BEGIN Data to process

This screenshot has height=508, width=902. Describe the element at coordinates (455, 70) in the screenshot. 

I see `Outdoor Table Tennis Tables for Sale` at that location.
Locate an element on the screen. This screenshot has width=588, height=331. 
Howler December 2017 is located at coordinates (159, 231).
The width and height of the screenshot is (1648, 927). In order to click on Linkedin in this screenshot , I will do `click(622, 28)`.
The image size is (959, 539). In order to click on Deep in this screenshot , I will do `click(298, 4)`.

END Data to process
BEGIN Data to process

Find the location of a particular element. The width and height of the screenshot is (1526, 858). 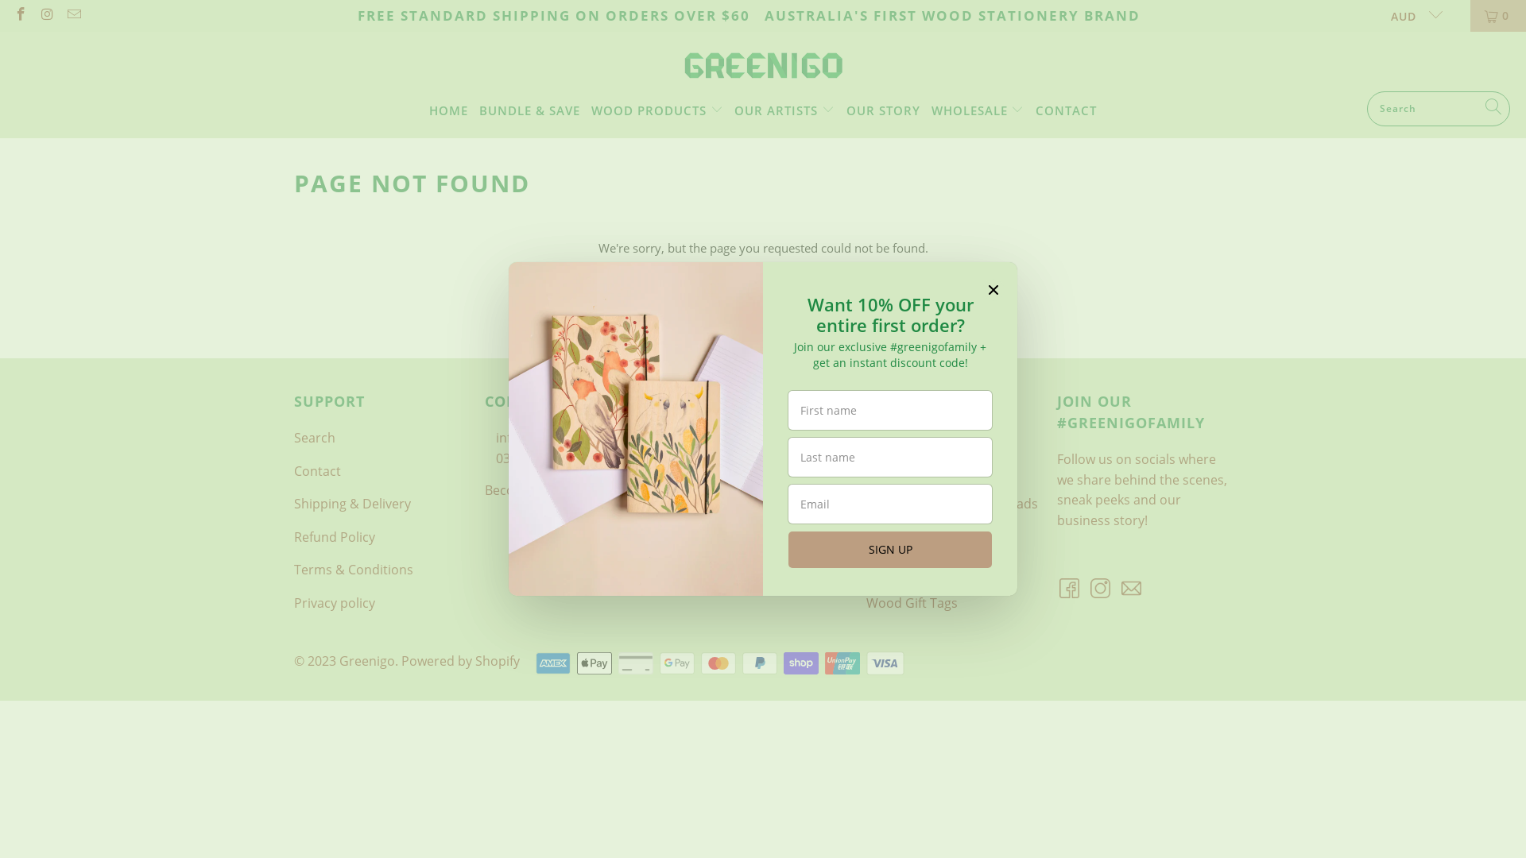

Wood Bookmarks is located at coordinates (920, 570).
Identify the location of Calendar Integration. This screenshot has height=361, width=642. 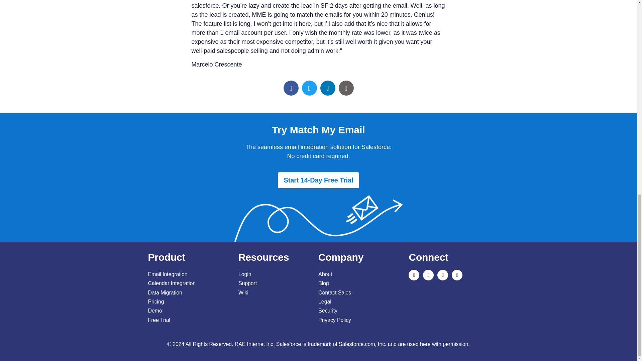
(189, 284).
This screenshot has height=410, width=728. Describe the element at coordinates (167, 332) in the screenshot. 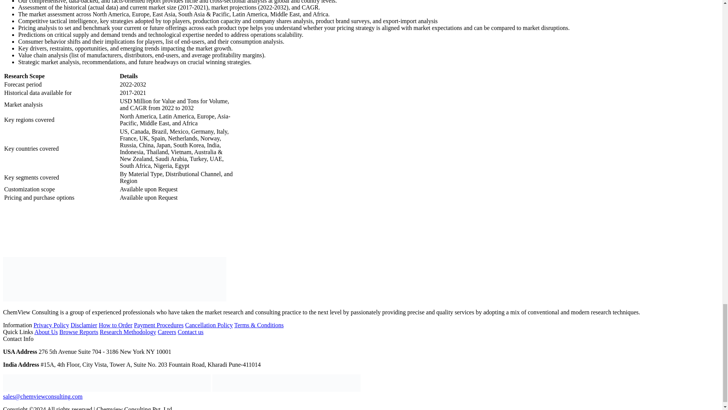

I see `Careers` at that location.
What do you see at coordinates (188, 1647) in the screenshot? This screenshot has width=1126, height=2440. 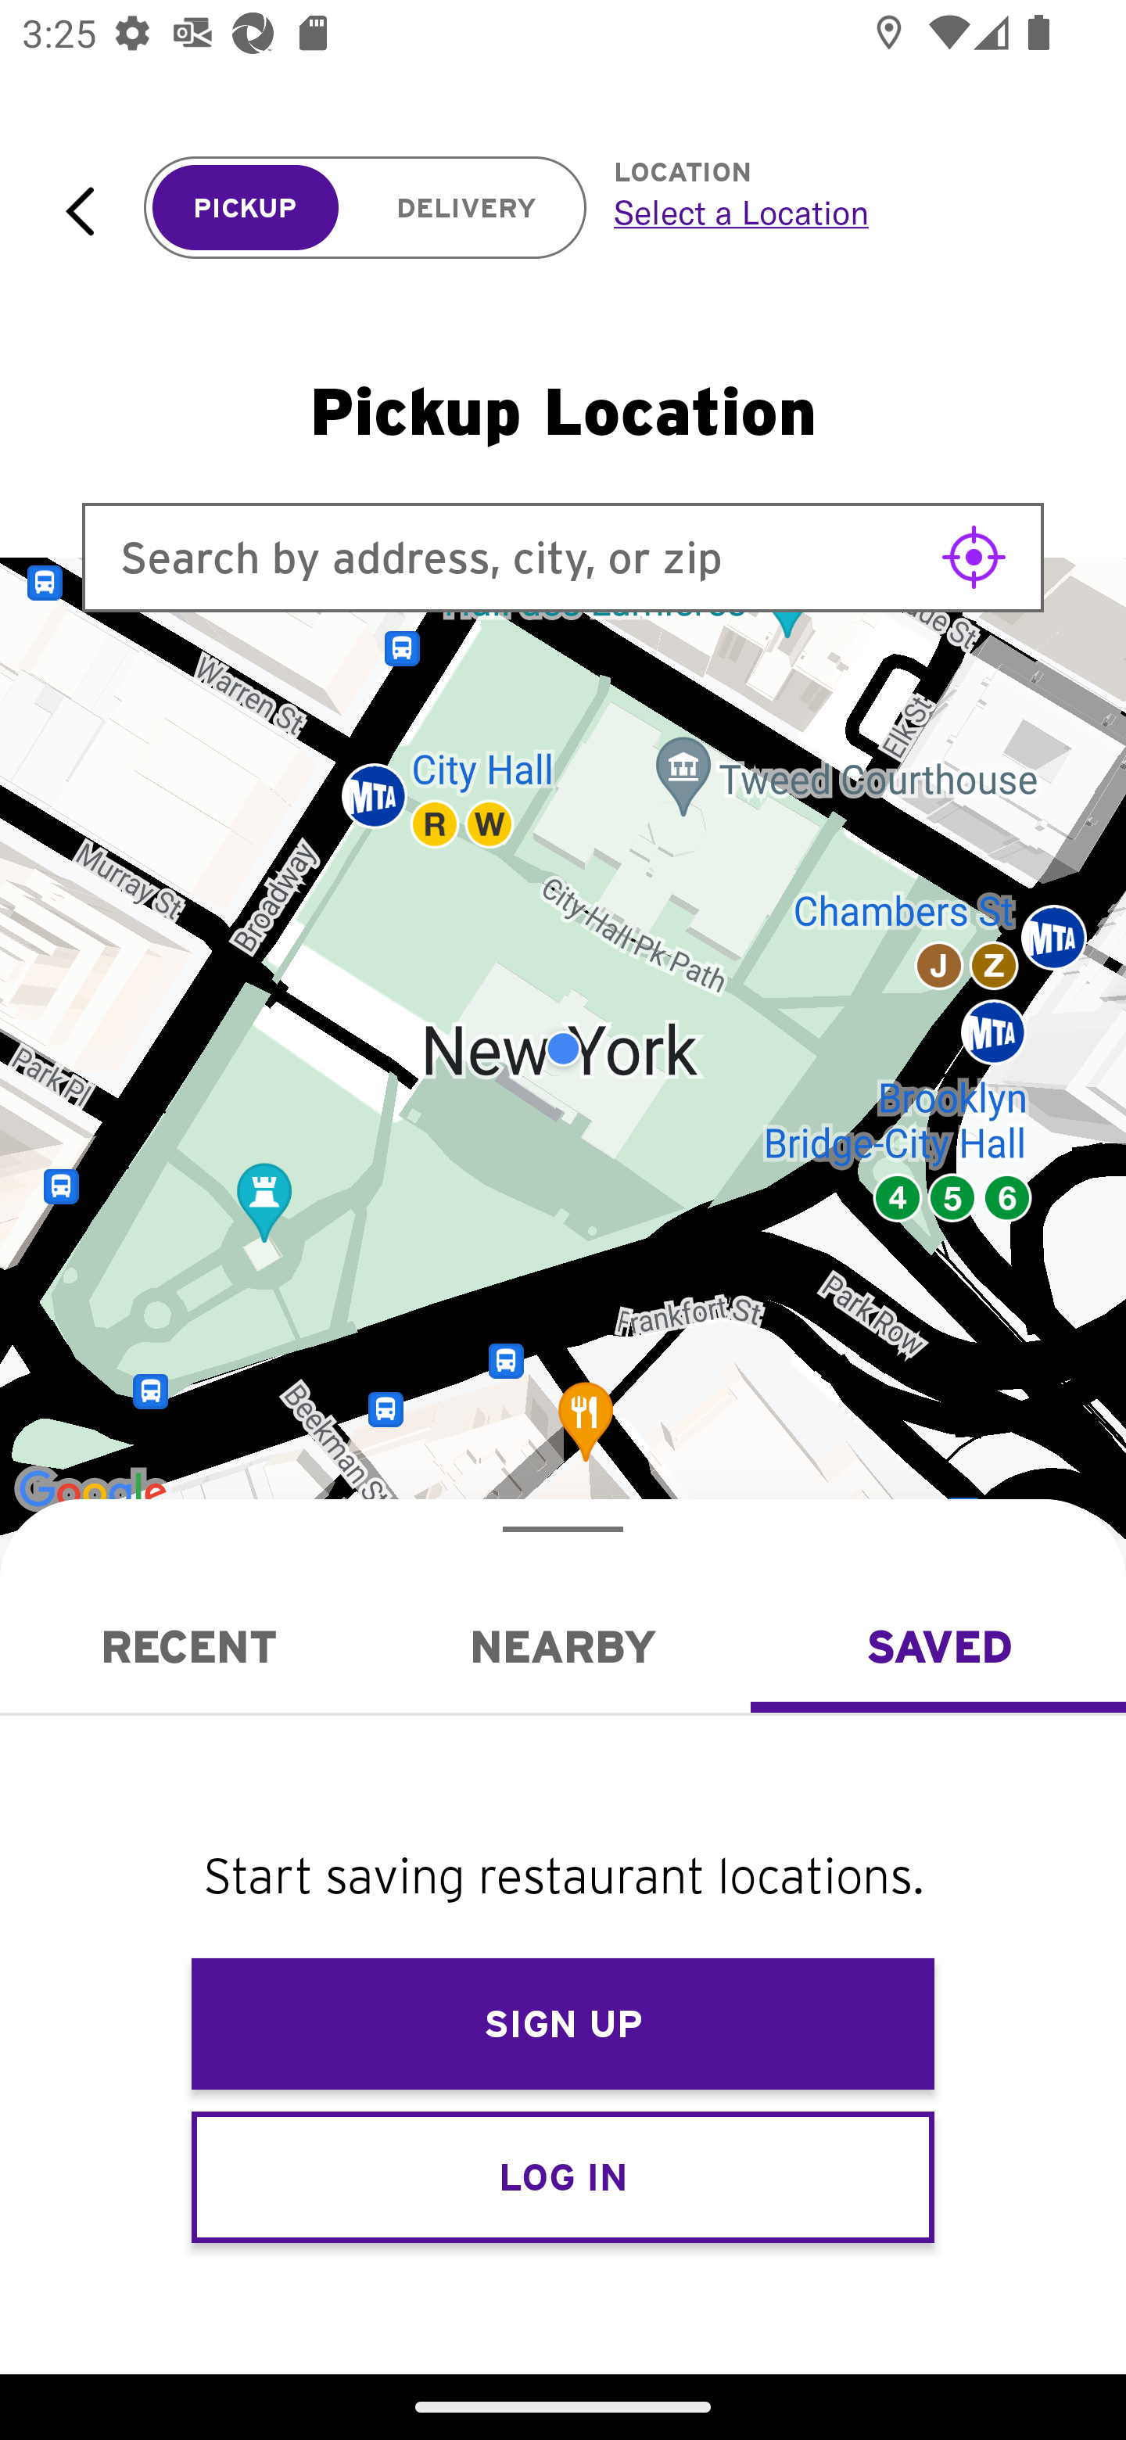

END Data to process
BEGIN Data to process

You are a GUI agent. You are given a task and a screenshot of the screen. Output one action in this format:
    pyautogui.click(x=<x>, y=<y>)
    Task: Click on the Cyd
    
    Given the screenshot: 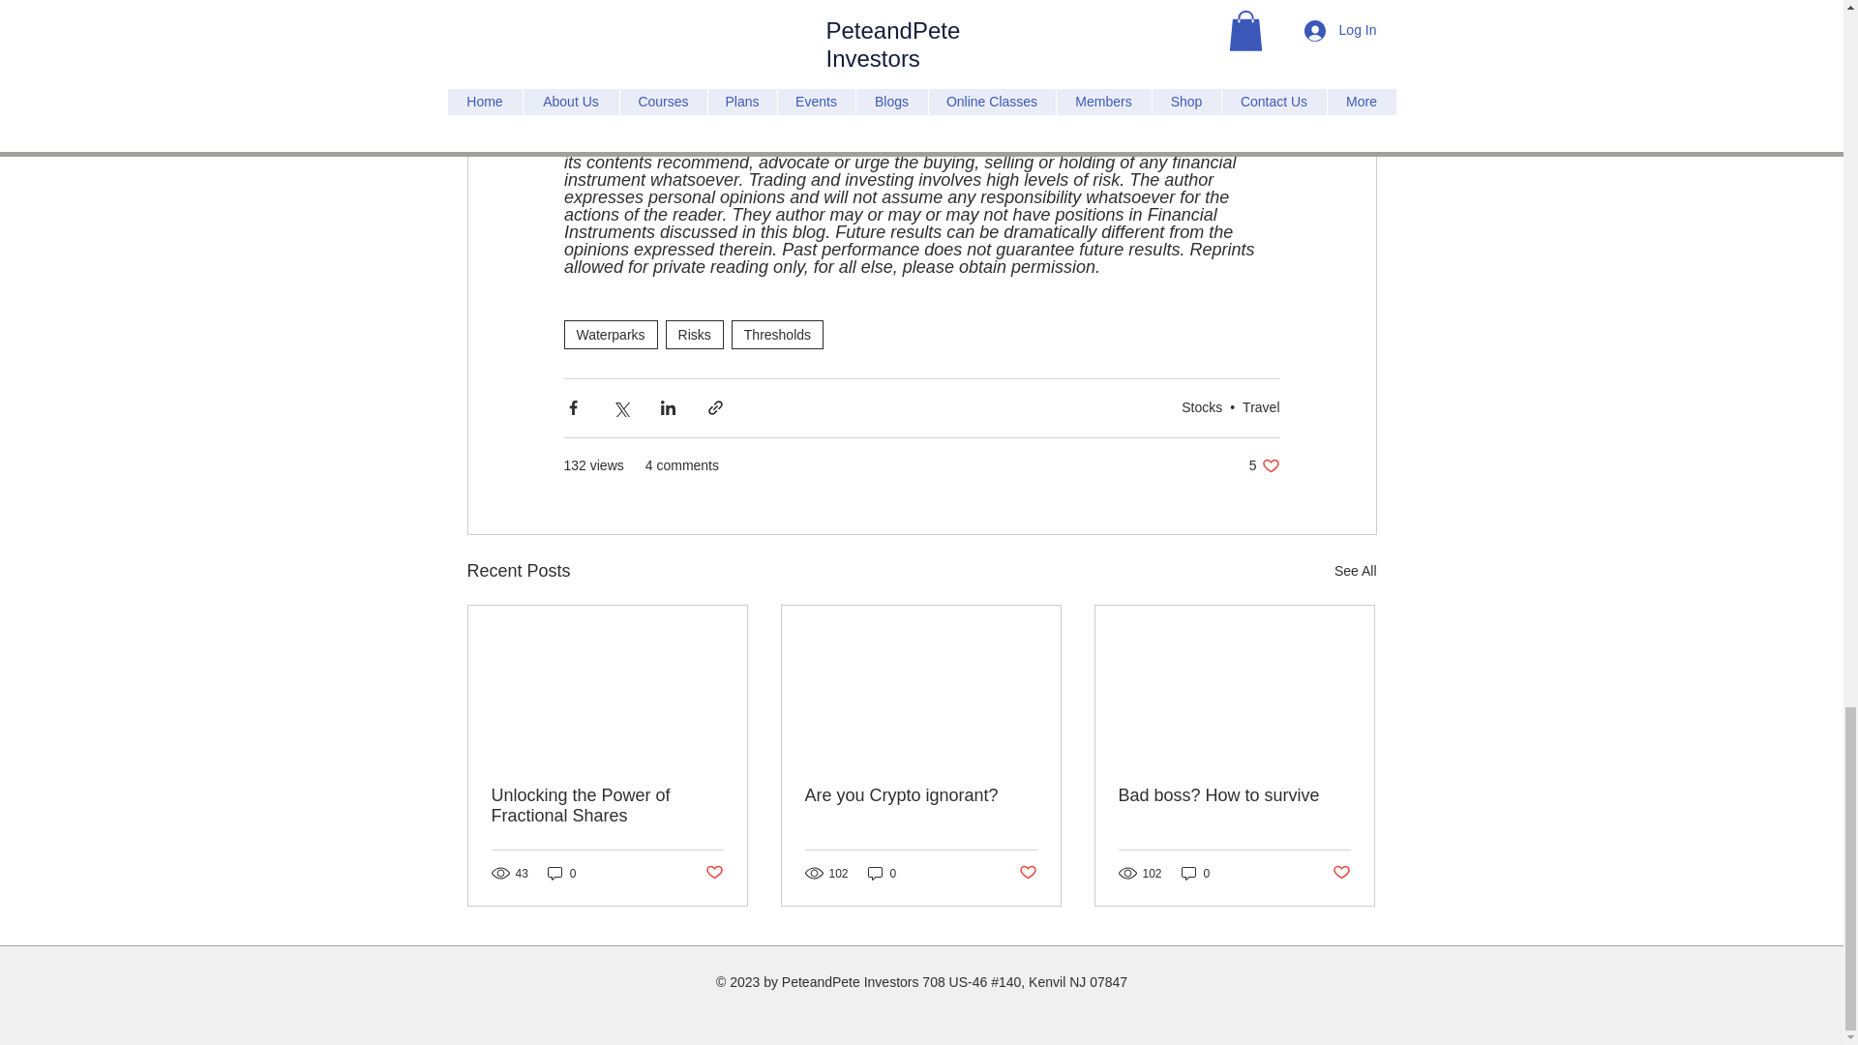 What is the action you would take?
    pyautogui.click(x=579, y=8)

END Data to process

### Your assignment
Look through the entries above. Copy out every line holding the word "order".

### Output for this exercise
The width and height of the screenshot is (1648, 927). In order to click on Linkedin in this screenshot , I will do `click(622, 28)`.
The image size is (959, 539). In order to click on Deep in this screenshot , I will do `click(298, 4)`.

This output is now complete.